Truth or consequences
Like most newborns, the Access to Information Act had no teeth when it became law in 1983.
One section created a $1,000 fine for obstructing any investigation by the information commissioner (which has never been levied). Otherwise, public servants who violated the law faced no sanctions or penalties. It was like a Highway Act that imposes speed limits, but without fines, jail time or any other consequence. It just invites trouble.
Trouble soon arrived. The tainted-blood scandal of the 1980s led to the Krever Inquiry. The beating death of a Somali teenager by soldiers in 1993 led to the Somalia Inquiry. Both probes found that public officials destroyed, altered, tampered with, lost and withheld key documents. FOI expert Ken Rubin highlighted other violations in unrelated cases in the ‘80s and ‘90s. John Grace, then information commissioner, proposed in his 1996-97 annual report that the Act should include a prison term of up to five years for obstructing the right of access.
A Liberal backbencher decided to do something about it. In 1997, MP Colleen Beaumier from Brampton West-Mississauga tabled a private member’s bill. C-208 would impose jail terms up to two years and fines up to $10,000 on anyone deliberately obstructing access. “We must send a strong message that these acts of destruction will not go unpunished,” Beaumier told the House of Commons. She later told me she got minimal support from then-prime minister Jean Chretien, but that Reform party leader Preston Manning backed the measure. Her amendments became law in 1999.
The big stick, though, did not make the obstruction problem disappear. In 2008, the National Gallery alerted the RCMP to an incident in which sensitive government emails about an employee were deliberately deleted. An official was fired, and Information Commissioner Suzanne Legault conducted her own probe, advising the justice minister about the likely commission of a crime under the Beaumier amendments. After two years, the RCMP dropped its investigation and laid no charges, without explanation.
In 2009, an aide to Public Works minister Christian Paradis inappropriately blocked the release of a document I had asked for under the Access to Information Act. Legault’s 2011 report on the incident called it a clear case of political interference. She alerted the justice minister, who called in the RCMP. The Mounties dropped their preliminary investigation later in 2011 with no charges and no explanation.

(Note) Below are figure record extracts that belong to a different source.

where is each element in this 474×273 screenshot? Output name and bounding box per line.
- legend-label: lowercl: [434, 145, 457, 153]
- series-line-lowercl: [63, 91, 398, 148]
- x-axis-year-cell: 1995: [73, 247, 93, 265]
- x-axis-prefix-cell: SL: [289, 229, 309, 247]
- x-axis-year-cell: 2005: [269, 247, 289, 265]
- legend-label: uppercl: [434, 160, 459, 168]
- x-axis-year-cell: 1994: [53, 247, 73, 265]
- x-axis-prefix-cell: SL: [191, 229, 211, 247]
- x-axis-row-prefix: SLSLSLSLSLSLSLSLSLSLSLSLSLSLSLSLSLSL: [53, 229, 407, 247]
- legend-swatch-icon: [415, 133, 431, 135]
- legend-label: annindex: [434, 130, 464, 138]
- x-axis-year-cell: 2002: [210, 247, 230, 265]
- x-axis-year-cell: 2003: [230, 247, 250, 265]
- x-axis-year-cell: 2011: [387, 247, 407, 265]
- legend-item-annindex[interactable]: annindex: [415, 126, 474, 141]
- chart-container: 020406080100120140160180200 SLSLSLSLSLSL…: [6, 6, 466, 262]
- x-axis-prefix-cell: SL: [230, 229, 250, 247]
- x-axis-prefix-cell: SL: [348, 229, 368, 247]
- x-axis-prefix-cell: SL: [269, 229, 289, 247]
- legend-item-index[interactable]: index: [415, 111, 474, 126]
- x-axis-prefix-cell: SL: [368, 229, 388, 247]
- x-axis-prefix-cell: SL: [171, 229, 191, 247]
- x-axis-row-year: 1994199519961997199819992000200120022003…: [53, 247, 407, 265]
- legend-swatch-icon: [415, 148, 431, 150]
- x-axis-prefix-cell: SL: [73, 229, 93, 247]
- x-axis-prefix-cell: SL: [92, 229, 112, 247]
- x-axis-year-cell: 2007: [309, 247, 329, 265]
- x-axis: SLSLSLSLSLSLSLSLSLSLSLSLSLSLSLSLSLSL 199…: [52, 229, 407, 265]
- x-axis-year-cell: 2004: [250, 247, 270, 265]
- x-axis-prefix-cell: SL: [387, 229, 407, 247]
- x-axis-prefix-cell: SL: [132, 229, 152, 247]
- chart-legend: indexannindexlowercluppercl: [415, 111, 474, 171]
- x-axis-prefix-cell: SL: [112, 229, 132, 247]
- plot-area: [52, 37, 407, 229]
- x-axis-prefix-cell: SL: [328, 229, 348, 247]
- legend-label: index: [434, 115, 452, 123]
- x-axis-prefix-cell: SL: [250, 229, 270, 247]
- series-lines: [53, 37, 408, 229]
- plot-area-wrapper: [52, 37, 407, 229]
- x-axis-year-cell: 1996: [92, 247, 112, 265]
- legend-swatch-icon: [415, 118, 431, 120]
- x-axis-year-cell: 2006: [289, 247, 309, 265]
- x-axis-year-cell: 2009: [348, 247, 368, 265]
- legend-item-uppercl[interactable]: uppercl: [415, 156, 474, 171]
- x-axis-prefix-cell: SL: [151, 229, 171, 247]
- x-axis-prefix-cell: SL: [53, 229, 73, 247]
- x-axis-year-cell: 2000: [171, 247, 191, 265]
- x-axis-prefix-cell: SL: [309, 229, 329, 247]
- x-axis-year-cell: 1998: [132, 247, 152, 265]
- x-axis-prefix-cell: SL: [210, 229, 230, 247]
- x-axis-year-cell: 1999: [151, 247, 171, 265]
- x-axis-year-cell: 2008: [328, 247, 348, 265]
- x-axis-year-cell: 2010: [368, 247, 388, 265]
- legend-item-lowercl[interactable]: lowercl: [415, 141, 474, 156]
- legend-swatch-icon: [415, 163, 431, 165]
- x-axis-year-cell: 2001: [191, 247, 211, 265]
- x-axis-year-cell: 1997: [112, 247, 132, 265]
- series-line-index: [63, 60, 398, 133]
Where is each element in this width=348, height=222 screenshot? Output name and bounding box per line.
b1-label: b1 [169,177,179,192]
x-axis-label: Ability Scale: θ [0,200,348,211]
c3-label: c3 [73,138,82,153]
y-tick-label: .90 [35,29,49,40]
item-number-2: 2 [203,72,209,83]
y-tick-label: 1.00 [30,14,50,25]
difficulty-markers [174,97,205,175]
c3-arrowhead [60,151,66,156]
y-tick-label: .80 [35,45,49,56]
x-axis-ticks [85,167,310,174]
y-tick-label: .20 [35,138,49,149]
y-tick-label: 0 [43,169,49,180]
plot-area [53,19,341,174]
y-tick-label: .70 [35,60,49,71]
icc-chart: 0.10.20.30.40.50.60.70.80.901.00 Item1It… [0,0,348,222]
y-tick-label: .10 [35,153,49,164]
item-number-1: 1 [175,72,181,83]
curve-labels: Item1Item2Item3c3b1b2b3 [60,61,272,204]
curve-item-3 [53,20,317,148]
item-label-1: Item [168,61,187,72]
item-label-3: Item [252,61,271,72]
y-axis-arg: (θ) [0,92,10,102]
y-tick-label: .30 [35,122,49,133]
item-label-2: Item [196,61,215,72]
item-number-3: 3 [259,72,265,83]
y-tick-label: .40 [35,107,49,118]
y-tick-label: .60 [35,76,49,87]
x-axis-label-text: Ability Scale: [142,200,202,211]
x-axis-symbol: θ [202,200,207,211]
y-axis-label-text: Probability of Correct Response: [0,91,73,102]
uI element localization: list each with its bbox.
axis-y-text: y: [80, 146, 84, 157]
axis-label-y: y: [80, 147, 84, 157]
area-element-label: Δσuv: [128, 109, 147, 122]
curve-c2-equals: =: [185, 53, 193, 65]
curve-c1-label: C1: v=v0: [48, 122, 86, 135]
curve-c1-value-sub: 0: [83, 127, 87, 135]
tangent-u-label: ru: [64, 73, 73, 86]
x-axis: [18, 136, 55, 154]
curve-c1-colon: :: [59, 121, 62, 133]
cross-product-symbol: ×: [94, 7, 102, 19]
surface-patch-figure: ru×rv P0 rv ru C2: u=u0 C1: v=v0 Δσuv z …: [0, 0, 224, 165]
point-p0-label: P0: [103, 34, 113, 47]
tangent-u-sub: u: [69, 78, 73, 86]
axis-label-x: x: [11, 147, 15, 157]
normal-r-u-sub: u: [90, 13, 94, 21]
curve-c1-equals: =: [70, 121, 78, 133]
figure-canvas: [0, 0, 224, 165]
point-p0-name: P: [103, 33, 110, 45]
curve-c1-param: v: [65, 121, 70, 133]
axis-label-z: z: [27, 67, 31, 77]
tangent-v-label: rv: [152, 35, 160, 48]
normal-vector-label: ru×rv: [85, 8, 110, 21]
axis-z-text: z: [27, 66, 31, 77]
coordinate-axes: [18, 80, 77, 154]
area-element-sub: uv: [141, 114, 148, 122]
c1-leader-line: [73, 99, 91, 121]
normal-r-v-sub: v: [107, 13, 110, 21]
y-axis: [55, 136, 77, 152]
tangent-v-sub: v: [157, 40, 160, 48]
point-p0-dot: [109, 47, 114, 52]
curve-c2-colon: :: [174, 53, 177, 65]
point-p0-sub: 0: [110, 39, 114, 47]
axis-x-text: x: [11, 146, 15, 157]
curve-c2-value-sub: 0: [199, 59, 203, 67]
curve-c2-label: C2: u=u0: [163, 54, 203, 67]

Legault’s investigators found other evidence of interference by Paradis’ staff in other access requests, but nothing more was referred to the RCMP. To date, no one has ever been charged under the Beaumier amendments. Its deterrent effect is doubtful in light of these seemingly open-and-shut cases of obstruction. Establishing criminal intent apparently sets too high a bar for prosecution.
In 2019, amendments to the Act purported to add some teeth. The information commissioner was given order-making power, though in watered-down form. Her orders lack the legal gravitas of a Federal Court order, for example, so ignoring them doesn’t attract contempt-of-court charges. She has used this new power sparingly so far. It’s too early to judge the impact.
Treasury Board is currently conducting a legislatively mandated review of the Access to Information Act and its administration. Users of the Act complain about a “culture of delay” that stalls the release of documents (for 80 years in one extreme case). “Participants felt this culture of delay has become normalized due to a lack of enforcement or consequences for missing deadlines,” a report on consultations says. Some groups want administrative fines levied on institutions that flout the time limits set by the Act.
The Treasury Board review is essentially an inside job, so there’s little likelihood the public servants running it will propose ways to penalize themselves. Instead, we need public spirited parliamentarians like Beaumier to step up again and give the Act some real teeth.
Feb. 13, 2022
Note: A version of this blog also appears in the May 3, 2022, edition of the Ottawa Citizen.